Breast is overcooked: The switch from steam to convection came too late. Start checking the thermometer at 30 minutes of steam roasting. The goal is to remove the chicken from steam phase when the breast hits 145°F (63°C)—it will continue cooking during the rest.

Uneven browning: The oven may have hot spots. Rotate the chicken 180° halfway through the convection finish phase.

Variations

Asian-Style Steam-Roasted Chicken: Season with a mixture of five-spice, ginger, and scallions. Baste with a mixture of soy sauce, honey, and sesame oil during the convection finish for a lacquered effect.

Herb Butter Chicken: Slide softened herb butter (compound butter with thyme, rosemary, and garlic) under the skin before cooking. The steam helps the butter infuse into the breast meat while basting from within.

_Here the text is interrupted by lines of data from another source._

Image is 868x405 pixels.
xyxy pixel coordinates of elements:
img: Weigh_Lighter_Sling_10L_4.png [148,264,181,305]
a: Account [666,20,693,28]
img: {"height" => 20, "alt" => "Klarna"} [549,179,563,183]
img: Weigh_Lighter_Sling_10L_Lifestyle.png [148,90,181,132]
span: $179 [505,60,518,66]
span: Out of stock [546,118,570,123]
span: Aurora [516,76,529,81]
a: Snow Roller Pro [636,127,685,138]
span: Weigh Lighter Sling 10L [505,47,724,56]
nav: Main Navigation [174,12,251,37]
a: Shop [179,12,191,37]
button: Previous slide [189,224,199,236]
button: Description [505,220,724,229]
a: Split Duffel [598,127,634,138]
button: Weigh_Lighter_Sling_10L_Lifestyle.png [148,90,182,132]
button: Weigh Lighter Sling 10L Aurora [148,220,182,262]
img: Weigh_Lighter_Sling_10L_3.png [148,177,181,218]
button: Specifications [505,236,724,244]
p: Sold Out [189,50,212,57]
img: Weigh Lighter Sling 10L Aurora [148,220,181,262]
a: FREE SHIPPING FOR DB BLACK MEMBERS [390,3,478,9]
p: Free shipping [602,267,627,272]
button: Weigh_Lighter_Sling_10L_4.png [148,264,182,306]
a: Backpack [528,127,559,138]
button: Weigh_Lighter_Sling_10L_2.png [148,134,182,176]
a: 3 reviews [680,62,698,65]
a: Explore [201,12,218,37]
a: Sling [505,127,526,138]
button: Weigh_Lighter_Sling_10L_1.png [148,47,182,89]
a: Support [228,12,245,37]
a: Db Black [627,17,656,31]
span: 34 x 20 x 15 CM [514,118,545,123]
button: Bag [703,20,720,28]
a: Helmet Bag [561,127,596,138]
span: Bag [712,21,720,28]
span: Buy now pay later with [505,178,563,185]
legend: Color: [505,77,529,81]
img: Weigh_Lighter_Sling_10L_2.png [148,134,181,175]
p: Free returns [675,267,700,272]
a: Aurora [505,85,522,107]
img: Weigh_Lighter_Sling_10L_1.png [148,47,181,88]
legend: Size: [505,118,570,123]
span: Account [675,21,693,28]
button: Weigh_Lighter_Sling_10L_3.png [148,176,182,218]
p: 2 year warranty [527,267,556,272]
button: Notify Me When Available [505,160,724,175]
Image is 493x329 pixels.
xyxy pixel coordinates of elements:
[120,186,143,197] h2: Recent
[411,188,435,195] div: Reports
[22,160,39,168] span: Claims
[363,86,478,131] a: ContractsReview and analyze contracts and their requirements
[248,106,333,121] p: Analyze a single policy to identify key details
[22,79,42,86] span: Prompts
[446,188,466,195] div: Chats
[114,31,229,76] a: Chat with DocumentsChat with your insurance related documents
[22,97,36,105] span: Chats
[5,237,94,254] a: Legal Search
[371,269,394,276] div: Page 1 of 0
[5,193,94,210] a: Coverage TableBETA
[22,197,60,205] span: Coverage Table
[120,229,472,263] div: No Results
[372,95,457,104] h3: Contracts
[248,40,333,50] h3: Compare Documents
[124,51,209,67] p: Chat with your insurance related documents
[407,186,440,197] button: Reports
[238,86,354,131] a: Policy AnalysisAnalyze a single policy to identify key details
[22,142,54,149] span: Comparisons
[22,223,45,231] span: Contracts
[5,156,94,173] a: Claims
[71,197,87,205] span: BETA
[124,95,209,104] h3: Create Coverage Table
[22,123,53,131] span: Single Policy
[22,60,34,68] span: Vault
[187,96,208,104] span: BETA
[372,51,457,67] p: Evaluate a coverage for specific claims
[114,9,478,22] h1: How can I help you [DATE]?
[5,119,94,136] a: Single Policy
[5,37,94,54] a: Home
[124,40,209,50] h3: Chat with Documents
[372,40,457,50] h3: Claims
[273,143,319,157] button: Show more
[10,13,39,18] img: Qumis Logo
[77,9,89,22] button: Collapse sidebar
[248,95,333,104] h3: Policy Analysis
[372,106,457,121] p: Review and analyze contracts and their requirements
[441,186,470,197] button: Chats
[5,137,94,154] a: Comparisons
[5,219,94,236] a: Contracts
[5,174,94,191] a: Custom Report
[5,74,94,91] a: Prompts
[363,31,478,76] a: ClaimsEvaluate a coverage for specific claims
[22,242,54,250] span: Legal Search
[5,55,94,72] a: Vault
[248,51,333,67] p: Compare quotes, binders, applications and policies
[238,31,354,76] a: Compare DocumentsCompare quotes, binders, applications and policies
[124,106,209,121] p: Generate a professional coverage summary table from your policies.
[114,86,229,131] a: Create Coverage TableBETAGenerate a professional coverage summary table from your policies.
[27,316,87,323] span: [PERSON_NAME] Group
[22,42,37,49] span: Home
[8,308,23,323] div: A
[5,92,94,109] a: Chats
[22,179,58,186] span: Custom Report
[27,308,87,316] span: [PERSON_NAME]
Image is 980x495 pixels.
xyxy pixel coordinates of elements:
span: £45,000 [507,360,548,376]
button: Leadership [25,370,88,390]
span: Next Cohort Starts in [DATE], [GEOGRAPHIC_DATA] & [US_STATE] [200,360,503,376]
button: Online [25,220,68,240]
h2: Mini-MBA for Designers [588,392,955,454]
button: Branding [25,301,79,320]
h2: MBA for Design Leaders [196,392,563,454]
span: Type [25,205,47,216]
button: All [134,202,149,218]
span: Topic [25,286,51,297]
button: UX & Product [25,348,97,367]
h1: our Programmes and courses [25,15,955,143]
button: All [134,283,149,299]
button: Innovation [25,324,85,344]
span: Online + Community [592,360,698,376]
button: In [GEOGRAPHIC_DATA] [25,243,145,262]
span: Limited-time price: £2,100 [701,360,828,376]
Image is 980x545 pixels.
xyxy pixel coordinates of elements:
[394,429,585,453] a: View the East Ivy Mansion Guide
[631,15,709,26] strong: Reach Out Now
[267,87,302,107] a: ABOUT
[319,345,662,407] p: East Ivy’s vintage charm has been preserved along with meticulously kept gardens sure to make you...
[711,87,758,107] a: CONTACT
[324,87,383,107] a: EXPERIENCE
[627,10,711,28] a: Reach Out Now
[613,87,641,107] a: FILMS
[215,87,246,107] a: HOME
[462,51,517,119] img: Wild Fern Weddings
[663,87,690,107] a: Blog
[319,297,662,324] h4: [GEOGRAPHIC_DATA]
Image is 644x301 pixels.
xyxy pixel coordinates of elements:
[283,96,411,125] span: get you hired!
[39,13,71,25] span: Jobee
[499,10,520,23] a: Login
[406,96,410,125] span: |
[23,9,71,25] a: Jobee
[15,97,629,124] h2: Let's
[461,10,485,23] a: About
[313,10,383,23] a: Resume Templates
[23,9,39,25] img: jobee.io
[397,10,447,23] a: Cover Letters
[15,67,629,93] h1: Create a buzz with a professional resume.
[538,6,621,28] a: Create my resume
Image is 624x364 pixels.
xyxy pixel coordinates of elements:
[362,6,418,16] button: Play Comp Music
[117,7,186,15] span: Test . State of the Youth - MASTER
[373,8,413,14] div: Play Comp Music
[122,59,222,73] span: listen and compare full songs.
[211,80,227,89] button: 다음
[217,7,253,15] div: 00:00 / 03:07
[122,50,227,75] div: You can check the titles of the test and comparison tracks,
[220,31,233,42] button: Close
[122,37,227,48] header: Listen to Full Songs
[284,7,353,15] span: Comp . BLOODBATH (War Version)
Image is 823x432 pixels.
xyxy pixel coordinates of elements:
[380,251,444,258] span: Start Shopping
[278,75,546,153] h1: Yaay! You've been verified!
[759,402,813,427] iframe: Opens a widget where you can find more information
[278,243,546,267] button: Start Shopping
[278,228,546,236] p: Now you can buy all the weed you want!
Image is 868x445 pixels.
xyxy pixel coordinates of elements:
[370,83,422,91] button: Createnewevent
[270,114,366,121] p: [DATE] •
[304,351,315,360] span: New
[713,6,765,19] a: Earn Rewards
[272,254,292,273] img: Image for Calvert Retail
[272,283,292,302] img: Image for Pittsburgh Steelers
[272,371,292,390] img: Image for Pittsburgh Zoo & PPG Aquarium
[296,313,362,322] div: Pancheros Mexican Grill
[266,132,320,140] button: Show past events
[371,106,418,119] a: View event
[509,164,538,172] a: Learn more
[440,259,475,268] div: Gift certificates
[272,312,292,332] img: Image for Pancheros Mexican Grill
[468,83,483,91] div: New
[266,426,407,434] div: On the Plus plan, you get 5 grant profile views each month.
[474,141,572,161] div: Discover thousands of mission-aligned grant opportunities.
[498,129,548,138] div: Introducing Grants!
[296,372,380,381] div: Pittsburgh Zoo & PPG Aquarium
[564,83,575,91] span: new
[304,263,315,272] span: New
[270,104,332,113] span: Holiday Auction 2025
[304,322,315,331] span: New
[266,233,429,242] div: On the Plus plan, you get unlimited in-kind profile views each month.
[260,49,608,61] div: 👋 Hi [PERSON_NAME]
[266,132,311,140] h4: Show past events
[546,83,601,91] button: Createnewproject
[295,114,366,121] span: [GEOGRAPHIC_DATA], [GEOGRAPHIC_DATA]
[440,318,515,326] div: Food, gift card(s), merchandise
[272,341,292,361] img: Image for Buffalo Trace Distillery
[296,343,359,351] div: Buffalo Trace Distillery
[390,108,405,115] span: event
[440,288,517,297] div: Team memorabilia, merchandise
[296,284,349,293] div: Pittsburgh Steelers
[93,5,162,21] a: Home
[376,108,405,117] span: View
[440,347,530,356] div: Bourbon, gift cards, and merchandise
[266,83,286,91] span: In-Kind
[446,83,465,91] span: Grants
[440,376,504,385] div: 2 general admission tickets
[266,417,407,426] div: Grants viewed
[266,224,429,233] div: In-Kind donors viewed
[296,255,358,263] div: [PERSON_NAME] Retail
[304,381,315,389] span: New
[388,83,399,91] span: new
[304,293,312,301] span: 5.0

Spatchcock Method: Remove the backbone and flatten the chicken before cooking. This cuts the total time in half and ensures more even cooking. Reduce steam phase to 20 minutes and convection finish to 15 minutes.

The Takeaway

Steam first, sear second—this two-stage approach is the key technique that separates professional-quality roast chicken from what most home cooks achieve. The steam oven makes this approach foolproof by maintaining perfect, consistent steam throughout the first phase and delivering the high heat needed for the second. Once you try this method, you'll never go back to conventional roasting.